Works by the firm first founded in 1898 as the Olmsted Brothers span from coast to coast—from Newark to New Orleans, Portland, Oregon, to Portland, Maine—and include an extensive list of parks and parkways, gardens public and private, civic complexes, and planned communities along with a staggering number of academic campuses including Johns Hopkins University, Bryn Mawr College, Vassar College, and the University of Washington.

Today, more than 200 Olmsted-designed landscapes are listed on the National Register of Historic Places and many are designated as National Historic Landmarks. And although the Olmsted name brings with it a high level of prestige and recognition it does not, as noted by TCLF president and CEO Charles A. Birnbaum, guarantee any sort of invincibility.

“During the past four decades the name Olmsted has become synonymous with greatness in the art of landscape architecture, and Olmsted-designed landscapes are internationally known centerpieces of civic pride,” said Birnbaum in a statement. “However, the Olmsted pedigree is not an insurance policy against ineffective and/or ill-advised stewardship decisions.

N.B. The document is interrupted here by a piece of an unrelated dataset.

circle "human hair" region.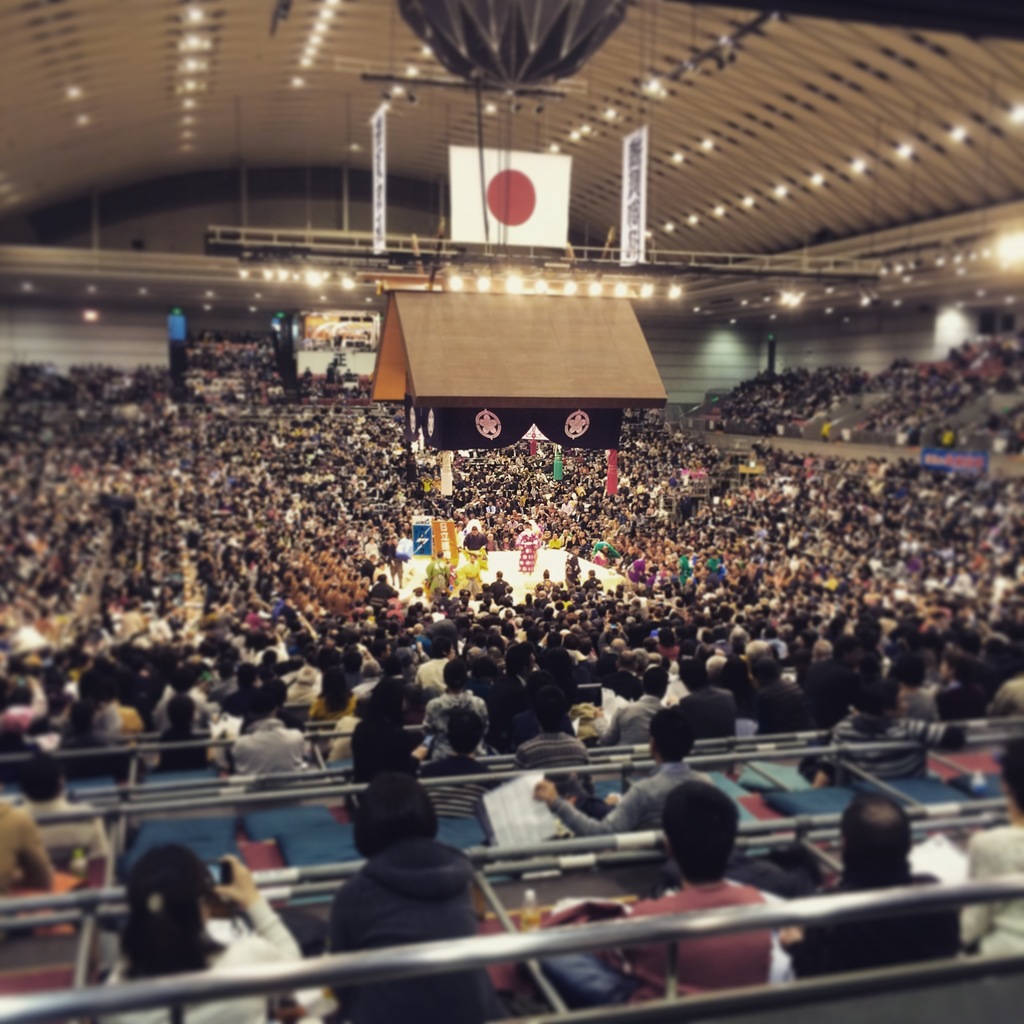
Region: left=118, top=844, right=221, bottom=988.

During this bicentennial of the birth of Frederick Law Olmsted, Sr., Landslide 2022 aims to make visible those Olmsted firm-designed landscapes that are below the radar or largely unrecognized today as well as to further inspire improved stewardship of better-known places that may be suffering from neglect or insufficient support.”

Like with past Landslide reports, this very Olmstedian edition features a corresponding online exhibition featuring newly commissioned photography, historic images, site plans and other archival materials, and video interviews. As noted by the TCLF, the goal of the initiative, which is one of its four core programs, is to “draw immediate and lasting attention to threatened sites by making them more visible, revealing their value, and promoting public engagement in the form of advocacy and stewardship.” Recent editions of Landslide have been themed around at-risk and threatened landscapes created and championed by women (2020) and similarly endangered landscapes with deep ties to America’s Black, Hispanic, and Native communities (2021).